On Wed, 2006-05-10 at 07:29 -0400, Stephen Smalley wrote:
On Wed, 2006-05-10 at 11:13 +0200, Marten Lehmann wrote:
> Hello,
>
> I would like to mount the /tmp directory with the noexec option, so that no
> files can be executed directly from /tmp. But the problem is, that I don't
> have a separate partition for /tmp. It would be useless to create one, because
> the users on this system have strict quota limits, which wouldn't apply on a
> separate /tmp partition.
>
> Lots of example policies only show ways to restrict certain applications. But
> is there a way to restrict access to the /tmp directory in general, too?

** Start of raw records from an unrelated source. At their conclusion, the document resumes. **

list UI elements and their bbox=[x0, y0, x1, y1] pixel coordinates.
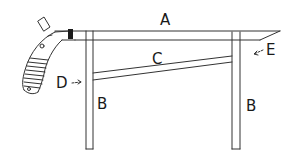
label-b-left: B bbox=[97, 97, 107, 112]
pointer-d-arrow bbox=[72, 80, 81, 84]
label-b-right: B bbox=[246, 99, 256, 114]
handle-tip-box bbox=[38, 17, 50, 31]
diagram-canvas: A C D E B B bbox=[0, 0, 307, 161]
brace-c bbox=[93, 56, 232, 80]
diagram-drawing bbox=[0, 0, 307, 161]
right-leg-b bbox=[232, 32, 240, 149]
handle-band bbox=[68, 29, 73, 39]
top-rail-a bbox=[55, 31, 280, 40]
label-d: D bbox=[56, 76, 68, 91]
label-a: A bbox=[160, 13, 170, 28]
label-e: E bbox=[266, 43, 275, 58]
label-c: C bbox=[152, 52, 162, 67]
pointer-e-arrow bbox=[254, 50, 263, 55]
left-leg-b bbox=[86, 31, 93, 149]
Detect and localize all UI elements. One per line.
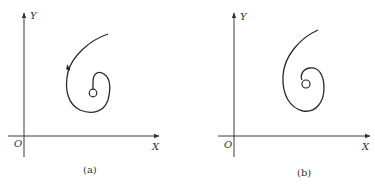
panel-a: Y O X (a) bbox=[8, 10, 160, 175]
origin-label: O bbox=[14, 138, 22, 149]
caption-b: (b) bbox=[297, 167, 311, 178]
x-axis-label: X bbox=[361, 141, 370, 152]
figure: Y O X (a) Y O X (b) bbox=[0, 0, 375, 187]
x-axis-label: X bbox=[151, 141, 160, 152]
y-axis-label: Y bbox=[240, 11, 248, 22]
spiral-curve bbox=[283, 30, 324, 111]
equilibrium-point bbox=[302, 80, 310, 88]
origin-label: O bbox=[224, 139, 232, 150]
equilibrium-point bbox=[89, 89, 97, 97]
panel-b: Y O X (b) bbox=[218, 11, 370, 178]
spiral-curve bbox=[67, 34, 110, 112]
y-axis-label: Y bbox=[30, 10, 38, 21]
caption-a: (a) bbox=[83, 164, 97, 175]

You can certainly not allow execute permission to *_tmp_t (the types
applied to files created in /tmp) in your policy. In fact, most domains
should already be that way. unconfined_t naturally can do that (since
it is unconfined); you could create a customized version of it that
isn't allowed to do that, but only via a custom policy.
Keep in mind that not every file created in /tmp gets a *_tmp_t type.
(sesearch --type -t tmp_t policy.conf)
I think this ("not allow execute permission to *_tmp_t") may be harder
than you think unless you want to restrict a single domain type. On my
FC5 machine (with a default policy) I see almost 30 domains with execute
access on various tmp file types:
sesearch --allow -t tmp -i -p execute -c file
I see over 30 in a strict version of the reference policy. I don't know
if the execute access is necessary, but I suspect a lot of things will
break if the access is removed.
David
(Note sesearch is part of the setools package and gives you some of the
policy searching capabilities of apol on the command line.)